Men’s Custom Tailors, Bespoke Tailoring, Savile Row Suits

Men’s Custom Tailors, Bespoke Tailoring, Savile Row Suits
 
 
 
 

 

 

the business FT weekend magazine - February 2000

 

extracts from "Going soft on Savile Row "

It has been passed down from generation to generation, a tradition once on the brink of extinction, struggling for survival. Sons would follow in their fathers' footsteps, forgoing the usual carefree living of childhood to begin an apprenticeship that would last nearly a decade, and then only if the pupil showed exceptional aptitude. The world's wealthy and important would crave the results, often only to be turned away.

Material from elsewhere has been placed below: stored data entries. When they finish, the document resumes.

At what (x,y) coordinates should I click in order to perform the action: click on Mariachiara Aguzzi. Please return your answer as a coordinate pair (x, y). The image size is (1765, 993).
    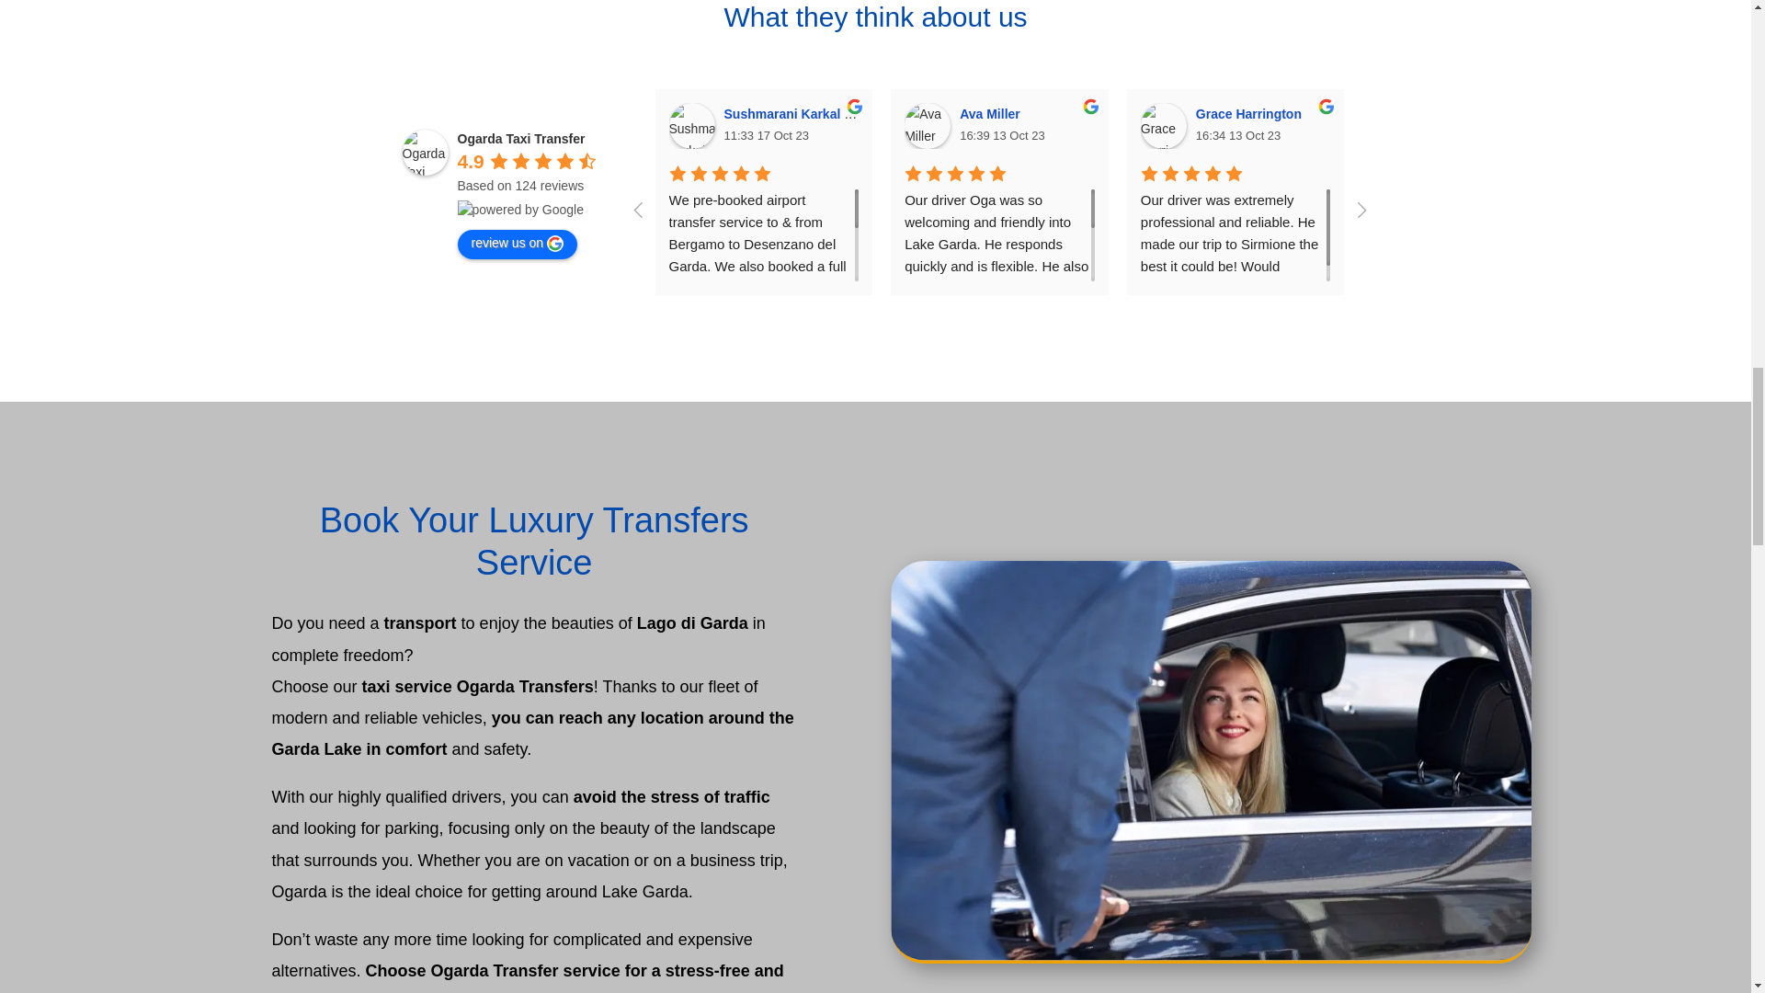
    Looking at the image, I should click on (1492, 113).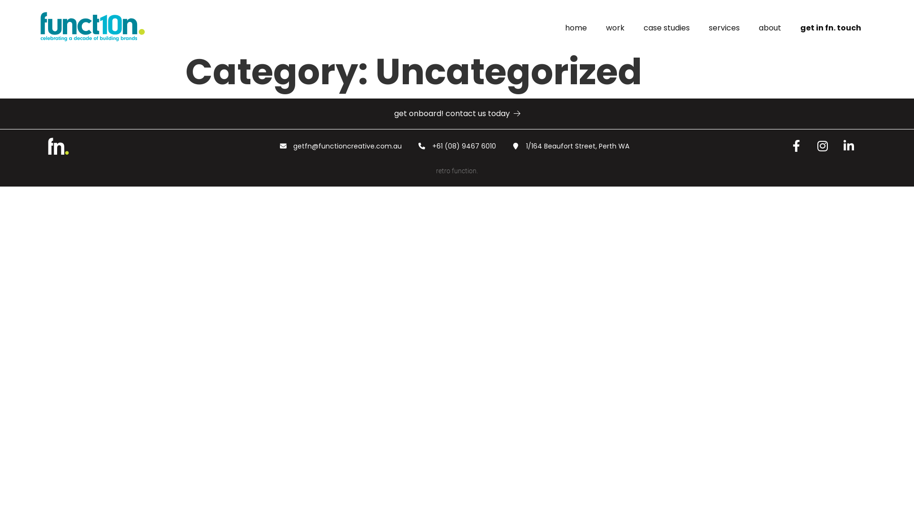 The height and width of the screenshot is (514, 914). I want to click on +61 (08) 9467 6010, so click(457, 146).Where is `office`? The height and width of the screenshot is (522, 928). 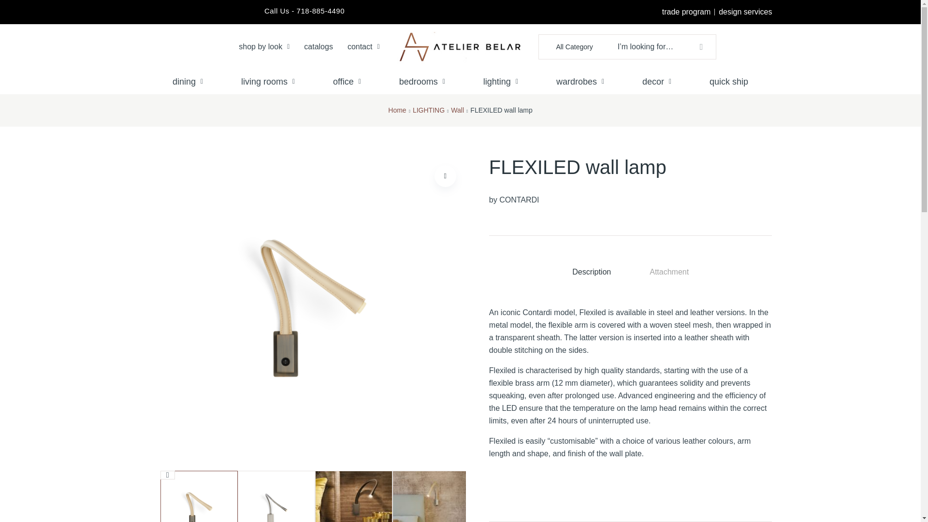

The ancient medicinal skill of some South American tribe? The tantric outpourings of some cult? Not quite. This is the lost art of soft tailoring, the technique employed in making a more comfortable, more flexible, fitted suit for a comfort-driven age. A dominant trend of Savile Row tailoring in the 30s, subsequently lost to the whims of fashion, it is now set to rediscover a broad appeal, giving this anonymous-looking London street an altogether new dimension.

Take Steven Hitchcock. Now 24, the youngest independent tailor at his world-class level, Hitchcock has been trained in the arts of soft tailoring since he was 16, working alongside his father, a jacket-cutter and director at Savile Row tailor Anderson & Sheppard.

Anderson, where soft tailoring is the house style, has been the technique's only real home over the past 50 years. It was there that Hitchcock acquired his soft-tailoring skills, like a young Luke Skywalker sitting at the feet of a Jedi master, and it was there, in recognition of his initiation into a semi-secret art, that he was meant to stay. But Hitchcock broke the golden rule and left to set up on his own.

"Soft tailoring has practically been kept a secret for half a century," he says, "The culture at Anderson was to keep it under wraps. Some tailors are reluctant to pass their skills on to apprentices, and you can't learn [it] anywhere else.